In their opposition to the Hate Crimes Prevention Act of 2007, which extends federal protections to victims of violent crime targeted because of sexual orientation, many religious-right activists have taken a rhetorical short-cut, skipping claims of a “slippery slope” and asserting—against the explicit text of the bill—that it would target speech or religion. Ohio televangelist and megachurch pastor Rod Parsley, an increasingly influential political figure on the Right, dedicated his cable show to advancing this idea last week. From Wednesday’s “Rod Parsley” show on TBN (re-run on Friday):
The world, and the Enemy of our soul are making an all-out assault on our religious freedoms, and they’re leading the charge with proposed federal hate crimes legislation. …

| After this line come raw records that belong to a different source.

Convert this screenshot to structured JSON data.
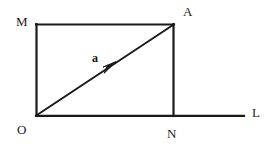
{
  "figure": {
    "type": "geometry-vector-diagram",
    "background_color": "#ffffff",
    "stroke_color": "#1a1a1a",
    "labels": {
      "origin": "O",
      "top_left": "M",
      "top_right": "A",
      "bottom_right": "N",
      "line_end": "L",
      "vector": "a"
    },
    "geometry": {
      "points": {
        "O": [
          36,
          116
        ],
        "M": [
          36,
          24
        ],
        "A": [
          174,
          24
        ],
        "N": [
          174,
          116
        ],
        "L": [
          244,
          116
        ]
      },
      "segments": [
        {
          "name": "OM",
          "from": "O",
          "to": "M"
        },
        {
          "name": "MA",
          "from": "M",
          "to": "A"
        },
        {
          "name": "AN",
          "from": "A",
          "to": "N"
        },
        {
          "name": "OL",
          "from": "O",
          "to": "L"
        }
      ],
      "vector": {
        "name": "a",
        "from": "O",
        "to": "A",
        "arrow_at": [
          115,
          62
        ]
      }
    }
  }
}
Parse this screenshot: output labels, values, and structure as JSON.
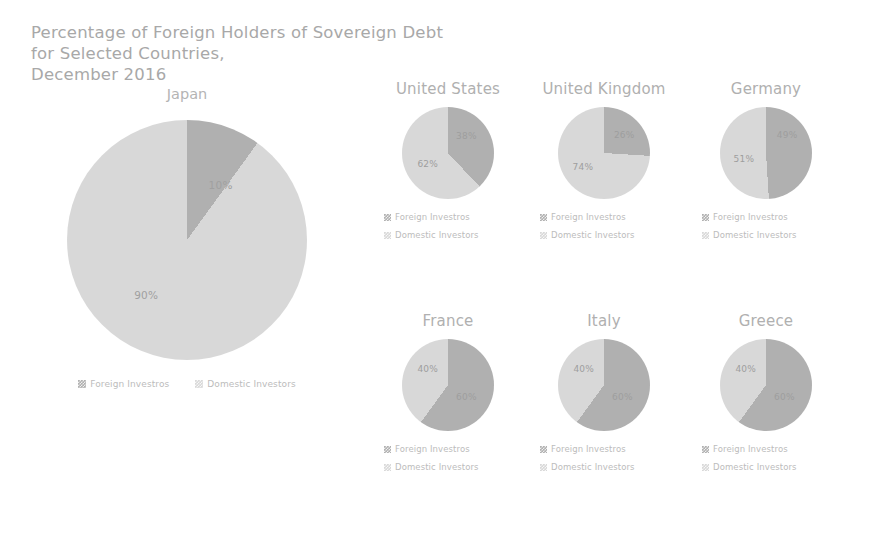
{
  "chart_data": {
    "type": "pie",
    "title": "Percentage of Foreign Holders of Sovereign Debt for Selected Countries, December 2016",
    "title_lines": [
      "Percentage of Foreign Holders of Sovereign Debt",
      "for Selected Countries,",
      "December 2016"
    ],
    "legend_entries": [
      "Foreign Investros",
      "Domestic Investors"
    ],
    "legend_position": "below-each-chart",
    "colors": {
      "foreign": "#b0b0b0",
      "domestic": "#d8d8d8",
      "text": "#aeaeae",
      "background": "#ffffff"
    },
    "series": [
      {
        "name": "Foreign Investros",
        "values": [
          10,
          38,
          26,
          49,
          60,
          60,
          60
        ]
      },
      {
        "name": "Domestic Investors",
        "values": [
          90,
          62,
          74,
          51,
          40,
          40,
          40
        ]
      }
    ],
    "categories": [
      "Japan",
      "United States",
      "United Kingdom",
      "Germany",
      "France",
      "Italy",
      "Greece"
    ],
    "panels": [
      {
        "id": "japan",
        "title": "Japan",
        "size": 240,
        "slices": [
          {
            "label": "10%",
            "value": 10,
            "kind": "foreign",
            "lx": 64,
            "ly": 27
          },
          {
            "label": "90%",
            "value": 90,
            "kind": "domestic",
            "lx": 33,
            "ly": 73
          }
        ]
      },
      {
        "id": "us",
        "title": "United States",
        "size": 92,
        "slices": [
          {
            "label": "38%",
            "value": 38,
            "kind": "foreign",
            "lx": 70,
            "ly": 32
          },
          {
            "label": "62%",
            "value": 62,
            "kind": "domestic",
            "lx": 28,
            "ly": 62
          }
        ]
      },
      {
        "id": "uk",
        "title": "United Kingdom",
        "size": 92,
        "slices": [
          {
            "label": "26%",
            "value": 26,
            "kind": "foreign",
            "lx": 72,
            "ly": 30
          },
          {
            "label": "74%",
            "value": 74,
            "kind": "domestic",
            "lx": 27,
            "ly": 65
          }
        ]
      },
      {
        "id": "de",
        "title": "Germany",
        "size": 92,
        "slices": [
          {
            "label": "49%",
            "value": 49,
            "kind": "foreign",
            "lx": 73,
            "ly": 30
          },
          {
            "label": "51%",
            "value": 51,
            "kind": "domestic",
            "lx": 26,
            "ly": 57
          }
        ]
      },
      {
        "id": "fr",
        "title": "France",
        "size": 92,
        "slices": [
          {
            "label": "60%",
            "value": 60,
            "kind": "foreign",
            "lx": 70,
            "ly": 63
          },
          {
            "label": "40%",
            "value": 40,
            "kind": "domestic",
            "lx": 28,
            "ly": 33
          }
        ]
      },
      {
        "id": "it",
        "title": "Italy",
        "size": 92,
        "slices": [
          {
            "label": "60%",
            "value": 60,
            "kind": "foreign",
            "lx": 70,
            "ly": 63
          },
          {
            "label": "40%",
            "value": 40,
            "kind": "domestic",
            "lx": 28,
            "ly": 33
          }
        ]
      },
      {
        "id": "gr",
        "title": "Greece",
        "size": 92,
        "slices": [
          {
            "label": "60%",
            "value": 60,
            "kind": "foreign",
            "lx": 70,
            "ly": 63
          },
          {
            "label": "40%",
            "value": 40,
            "kind": "domestic",
            "lx": 28,
            "ly": 33
          }
        ]
      }
    ]
  }
}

This deceptive ploy of liberal, homosexual agenda begins to lose its allure once you pull the mask back and take a closer look. You see, the legislation that’s before our United States senators right now extends to speech and can punish people—hear me now—not for their actions, but for their culturally incorrect thoughts.
This legislation could become law, and you and I could find ourselves forbidden to speak from God’s word right here in America. I could no longer share my heart with you, on critical issues, such as this, through the medium of television, or even from the pulpit of my own church. …
[T]he next person charged with a crime could be me, or your pastor, or your grandmother, or maybe YOU.
Of course, when you “pull the mask back” on the Religious Right’s campaign against the bill, you find something completely different: a law that would only apply to violent crimes, and that specifically states that it does not apply to speech or religious expression.
On a segment that aired Tuesday and Thursday, Parsley compared hate-crimes protections to George Orwell’s novel “1984,” and asserted the existence of a conspiracy “whose sole intent is to limit traditional biblical thinking and biblical speaking”:
[I]t stands to reason that there's something else here, some underlying insidious motive. In my book, "Silent No More," I touch on this very issue. In Chapter Four I wrote: "The fact is the Homosexual world is rife with revolutionary rhetoric... and it has carefully mobilized itself to translate that rhetoric into action. Ready or not, here they come." The radical agenda of these few activists is all too open and obvious. We cannot ignore the fact that a war is being raged against our belief system---against our very thoughts! ...
Make no mistake about it: There is an agenda of "culturally correct" propaganda at work in the legislative branch of our government, whose sole intent is to limit traditional biblical thinking and biblical speaking, including God's views on homosexuality.
The programs also featured brief segments of Bishop Harry Jackson, who claimed that Martin Luther King would be “against this kind of hate-speech [sic] legislation.” Jackson’s High-Impact Leadership Coalition previously ran newspaper ads claiming the bill would “muzzle our pulpits.”